With this flaring burst of eloquence, Jipson seized his hat, gloves and cane, and soon might be seen an elderly, natty, well-shaved, slightly-flushed gentleman taking his seat in a down town bound _bus_, en route for the sugar bakery of the firm of Cutt, Comeagain, & Co. It was evident, however, from the frequency with which Jipson plied his knife and rubber to his "figgers" of the day's accounts, and the tremulousness with which he drove the porcupine quill, that Jipson was thinking of something else!

"Mr. Jipson, I wish you'd square up that account of Look, Sharp, & Co., to-day," said Mr. Cutt, entering the counting room.

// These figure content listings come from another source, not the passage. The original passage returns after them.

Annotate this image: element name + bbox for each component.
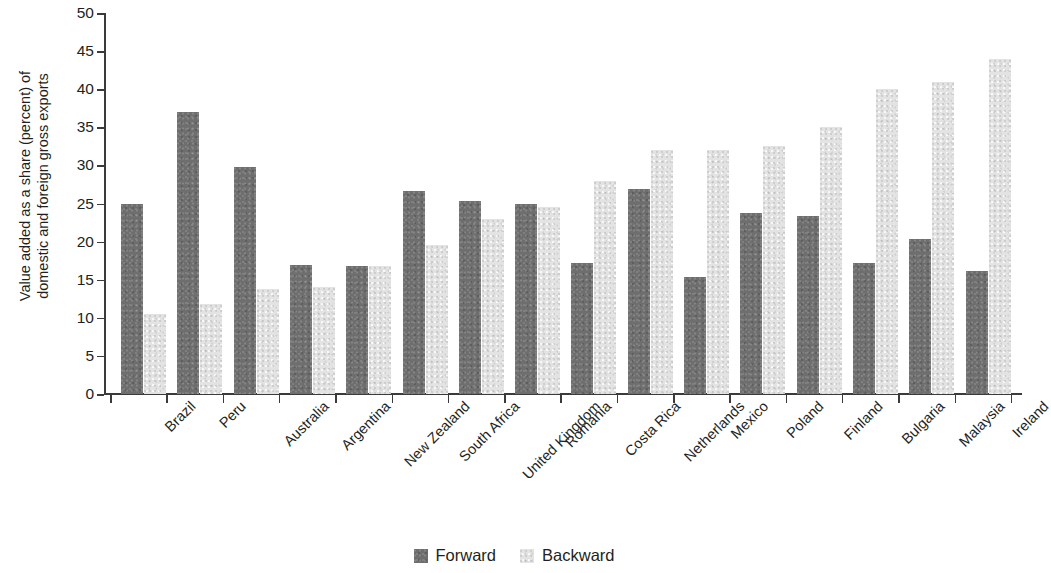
y-axis-tick-label: 50 bbox=[58, 4, 94, 22]
bar-forward bbox=[740, 213, 762, 394]
legend-swatch-icon bbox=[520, 549, 534, 563]
bar-group bbox=[853, 13, 898, 394]
bar-group bbox=[177, 13, 222, 394]
bar-forward bbox=[966, 271, 988, 394]
bar-group bbox=[628, 13, 673, 394]
x-axis-category-label: Malaysia bbox=[956, 398, 1008, 450]
bar-group bbox=[121, 13, 166, 394]
bar-group bbox=[684, 13, 729, 394]
bar-forward bbox=[459, 201, 481, 394]
bar-group bbox=[909, 13, 954, 394]
bar-backward bbox=[876, 89, 898, 394]
bar-forward bbox=[290, 265, 312, 394]
bar-backward bbox=[763, 146, 785, 394]
legend-label: Forward bbox=[436, 546, 497, 565]
x-axis-category-label: Australia bbox=[280, 398, 331, 449]
bar-group bbox=[571, 13, 616, 394]
bar-forward bbox=[177, 112, 199, 394]
legend-item: Backward bbox=[520, 546, 614, 565]
bar-forward bbox=[346, 266, 368, 394]
legend-item: Forward bbox=[414, 546, 497, 565]
x-axis-labels: BrazilPeruAustraliaArgentinaNew ZealandS… bbox=[104, 398, 1022, 508]
bar-backward bbox=[426, 245, 448, 394]
y-axis-tick-label: 40 bbox=[58, 80, 94, 98]
bar-backward bbox=[200, 304, 222, 394]
x-axis-category-label: Poland bbox=[784, 398, 827, 441]
y-axis-tick-label: 25 bbox=[58, 195, 94, 213]
y-axis-tick bbox=[97, 204, 104, 206]
y-axis-tick bbox=[97, 394, 104, 396]
x-axis-category-label: Peru bbox=[216, 398, 249, 431]
bar-group bbox=[459, 13, 504, 394]
y-axis-tick-label: 15 bbox=[58, 271, 94, 289]
x-axis-category-label: Finland bbox=[841, 398, 886, 443]
y-axis-tick-label: 5 bbox=[58, 347, 94, 365]
legend-swatch-icon bbox=[414, 549, 428, 563]
y-axis-tick bbox=[97, 242, 104, 244]
y-axis-tick-label: 45 bbox=[58, 42, 94, 60]
bar-group bbox=[966, 13, 1011, 394]
y-axis-tick-label: 30 bbox=[58, 156, 94, 174]
bar-backward bbox=[313, 287, 335, 394]
bar-group bbox=[234, 13, 279, 394]
bar-group bbox=[515, 13, 560, 394]
x-axis-category-label: Bulgaria bbox=[898, 398, 947, 447]
bar-backward bbox=[144, 314, 166, 394]
chart-legend: ForwardBackward bbox=[0, 546, 1028, 565]
bar-backward bbox=[594, 181, 616, 394]
y-axis-tick-label: 0 bbox=[58, 385, 94, 403]
bar-forward bbox=[403, 191, 425, 394]
bar-forward bbox=[515, 204, 537, 395]
bar-forward bbox=[797, 216, 819, 394]
y-axis-tick bbox=[97, 165, 104, 167]
bar-group bbox=[346, 13, 391, 394]
bar-backward bbox=[538, 207, 560, 394]
bar-forward bbox=[234, 167, 256, 394]
y-axis-tick bbox=[97, 318, 104, 320]
y-axis-tick bbox=[97, 13, 104, 15]
y-axis-title: Value added as a share (percent) of dome… bbox=[16, 2, 52, 370]
bar-forward bbox=[628, 189, 650, 394]
bar-backward bbox=[989, 59, 1011, 394]
y-axis-tick bbox=[97, 356, 104, 358]
bar-group bbox=[797, 13, 842, 394]
y-axis-tick-label: 35 bbox=[58, 118, 94, 136]
bar-forward bbox=[909, 239, 931, 394]
plot-area: 05101520253035404550 bbox=[104, 13, 1022, 394]
bar-forward bbox=[121, 204, 143, 395]
y-axis-tick bbox=[97, 51, 104, 53]
bar-forward bbox=[684, 277, 706, 394]
bar-backward bbox=[707, 150, 729, 394]
legend-label: Backward bbox=[542, 546, 614, 565]
bar-group bbox=[403, 13, 448, 394]
bar-backward bbox=[651, 150, 673, 394]
bar-backward bbox=[369, 266, 391, 394]
bar-forward bbox=[853, 263, 875, 394]
bar-group bbox=[740, 13, 785, 394]
x-axis-category-label: Brazil bbox=[162, 398, 199, 435]
y-axis-tick bbox=[97, 127, 104, 129]
bar-backward bbox=[482, 219, 504, 394]
x-axis-category-label: Costa Rica bbox=[622, 398, 683, 459]
bar-backward bbox=[932, 82, 954, 394]
bar-backward bbox=[257, 289, 279, 394]
bar-forward bbox=[571, 263, 593, 394]
y-axis-tick-label: 10 bbox=[58, 309, 94, 327]
y-axis-line bbox=[104, 13, 106, 394]
y-axis-tick bbox=[97, 280, 104, 282]
bar-backward bbox=[820, 127, 842, 394]
y-axis-tick-label: 20 bbox=[58, 233, 94, 251]
x-axis-category-label: Ireland bbox=[1008, 398, 1051, 441]
y-axis-tick bbox=[97, 89, 104, 91]
x-axis-category-label: Argentina bbox=[338, 398, 393, 453]
bar-group bbox=[290, 13, 335, 394]
y-axis-title-container: Value added as a share (percent) of dome… bbox=[0, 0, 64, 400]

"All folly!" said Jipson, scratching out a mistake from his day-book, and not heeding the remark, though he saw the person of his employer.

"Eh?" was the ejaculation of Cutt.

"All folly!"

"I don't understand you, sir!" said Cutt, in utter astonishment.

"Oh! I beg pardon, sir," said poor Jipson; "I beg pardon, sir. Engrossed in a little affair of my own, I quite overlooked your observation. I will attend to the account of Look, Sharp, & Co., at once, sir;" and while Jipson was at it, his employer went out, wondering what in faith could be the matter with Jipson, a man whose capacity and gentlemanly deportment the firm had tested to their satisfaction for many years previous. The little _incident_ was mentioned to the partner, Comeagain. The firm first laughed, then wondered what was up to disturb the usual equilibrium of Jipson, and ended by hoping he hadn't taken to drink or nothing!

"Guess I'd better do it," soliloquizes Jipson. "My wife is a good woman enough, but like most women, lets her vanity trip up her common sense, now and then; she feels cut down to know that Tannersoil's folks are plunging out with dinners and evening parties, troops of company, piano going, and bawling away their new fol-de-rol music. Yes, guess I'll do it.

"Mrs. Jipson little calculates the horrors--not only in a pecuniary, but domestic sense--that these dinners, suppers and parties to the rag-tag and bobtail, cost many honest-meaning people, who _ought_ to be ashamed of them.

"But, I'll do it, if it costs me the whole quarter's salary!"